CHAPTER IX

FORMATION OF CLOUDS

In our ordinary atmosphere there can be no clouds without dust. A dust-particle is the nucleus that at a certain humidity becomes the centre of condensation of the water-vapour so as to form a cloud-particle; and a collection of these forms a cloud.

This condensation of vapour round a number of dust-particles in visible form gives rise to a vast variety of cloud-shapes. There are two distinct ways in which the formation of clouds generally takes place. Either a layer of air is cooled in a body below the dew-point; or a mass of warm and moist air rises into a mass which is cold and dry. The first forms a cloud, called, from being a layer, stratus; the second forms a cloud, called, from its heap appearance, cumulus. The first is widely extended and horizontal, averaging 1800 feet in height; the second is convex or conical, like the head of a sheaf, increasing upward from a level base, averaging from 4500 feet to 6000 feet in height.

There are endless combinations of these two; but at the height of 27,000 feet, where the cloud-particles are frozen, the structure of the cloud is finer, like “mares’ tails,” receiving the name cirrus. When the cirrus and cumulus are combined, in well-defined roundish masses, what is familiarly described as a “mackerel sky” is beautifully presented. The dark mass of cloud, called nimbus, is the threatening rain-cloud, about 4500 feet in height.

At the International Meteorological Conference at Munich, in 1892, twelve varieties of clouds were classified, but those named above are the principal. In a beautiful sunset one can sometimes notice two or three distances of clouds, the sun shedding its gold light on the full front of one set, and only fringing with vivid light the nearer range.

Although no man has wrought so hard as Dr. Aitken to establish the principle that clouds are mainly due to the existence of dust-particles which attract moisture on certain conditions, yet even twenty years ago he said that it was probable that sunshine might cause the formation of nuclei and allow cloudy condensation to take place where there was no dust.

Under certain conditions the sun gives rise to a great increase in the number of nuclei. Accordingly, he has carefully tested a few of the ordinary constituents and impurities in our atmosphere to see if sunshine acted on them in such a way as to make them probable formers of cloud-particles.

He tested various gases, with more or less success. He found that ordinary air, after being deprived of its dust-particles and exposed to sunshine, does not show any cloudy condensation on expansion; but, when certain gases are in the dustless air, a very different result is obtained.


- _What this task involves_: In your reply, write out each entry exactly as given.

- _Saved data entries_:

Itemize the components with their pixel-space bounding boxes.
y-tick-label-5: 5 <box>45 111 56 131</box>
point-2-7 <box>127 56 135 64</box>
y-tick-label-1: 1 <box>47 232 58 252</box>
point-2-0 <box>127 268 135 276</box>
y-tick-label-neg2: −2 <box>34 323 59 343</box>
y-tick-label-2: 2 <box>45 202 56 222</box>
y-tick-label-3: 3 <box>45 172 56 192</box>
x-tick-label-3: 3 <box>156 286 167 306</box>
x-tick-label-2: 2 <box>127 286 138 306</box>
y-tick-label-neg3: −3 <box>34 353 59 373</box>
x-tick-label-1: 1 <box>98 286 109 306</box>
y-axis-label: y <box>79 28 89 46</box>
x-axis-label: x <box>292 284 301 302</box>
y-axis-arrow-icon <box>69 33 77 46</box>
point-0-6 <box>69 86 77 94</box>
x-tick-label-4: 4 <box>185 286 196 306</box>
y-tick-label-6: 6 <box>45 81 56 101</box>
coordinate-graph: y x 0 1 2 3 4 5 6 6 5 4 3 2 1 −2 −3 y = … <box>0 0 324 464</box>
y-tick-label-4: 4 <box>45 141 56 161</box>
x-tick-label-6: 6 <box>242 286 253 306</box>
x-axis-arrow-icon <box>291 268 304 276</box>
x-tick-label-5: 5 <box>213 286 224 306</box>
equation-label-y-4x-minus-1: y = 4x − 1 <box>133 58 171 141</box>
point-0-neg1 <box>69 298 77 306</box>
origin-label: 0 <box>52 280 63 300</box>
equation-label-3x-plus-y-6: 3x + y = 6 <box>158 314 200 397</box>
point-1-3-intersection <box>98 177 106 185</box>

- _Answer below_:
Itemize the components with their pixel-space bounding boxes.
y-tick-label-5: 5 <box>45 111 56 131</box>
point-2-7 <box>127 56 135 64</box>
y-tick-label-1: 1 <box>47 232 58 252</box>
point-2-0 <box>127 268 135 276</box>
y-tick-label-neg2: −2 <box>34 323 59 343</box>
y-tick-label-2: 2 <box>45 202 56 222</box>
y-tick-label-3: 3 <box>45 172 56 192</box>
x-tick-label-3: 3 <box>156 286 167 306</box>
x-tick-label-2: 2 <box>127 286 138 306</box>
y-tick-label-neg3: −3 <box>34 353 59 373</box>
x-tick-label-1: 1 <box>98 286 109 306</box>
y-axis-label: y <box>79 28 89 46</box>
x-axis-label: x <box>292 284 301 302</box>
y-axis-arrow-icon <box>69 33 77 46</box>
point-0-6 <box>69 86 77 94</box>
x-tick-label-4: 4 <box>185 286 196 306</box>
y-tick-label-6: 6 <box>45 81 56 101</box>
coordinate-graph: y x 0 1 2 3 4 5 6 6 5 4 3 2 1 −2 −3 y = … <box>0 0 324 464</box>
y-tick-label-4: 4 <box>45 141 56 161</box>
x-tick-label-6: 6 <box>242 286 253 306</box>
x-axis-arrow-icon <box>291 268 304 276</box>
x-tick-label-5: 5 <box>213 286 224 306</box>
equation-label-y-4x-minus-1: y = 4x − 1 <box>133 58 171 141</box>
point-0-neg1 <box>69 298 77 306</box>
origin-label: 0 <box>52 280 63 300</box>
equation-label-3x-plus-y-6: 3x + y = 6 <box>158 314 200 397</box>
point-1-3-intersection <box>98 177 106 185</box>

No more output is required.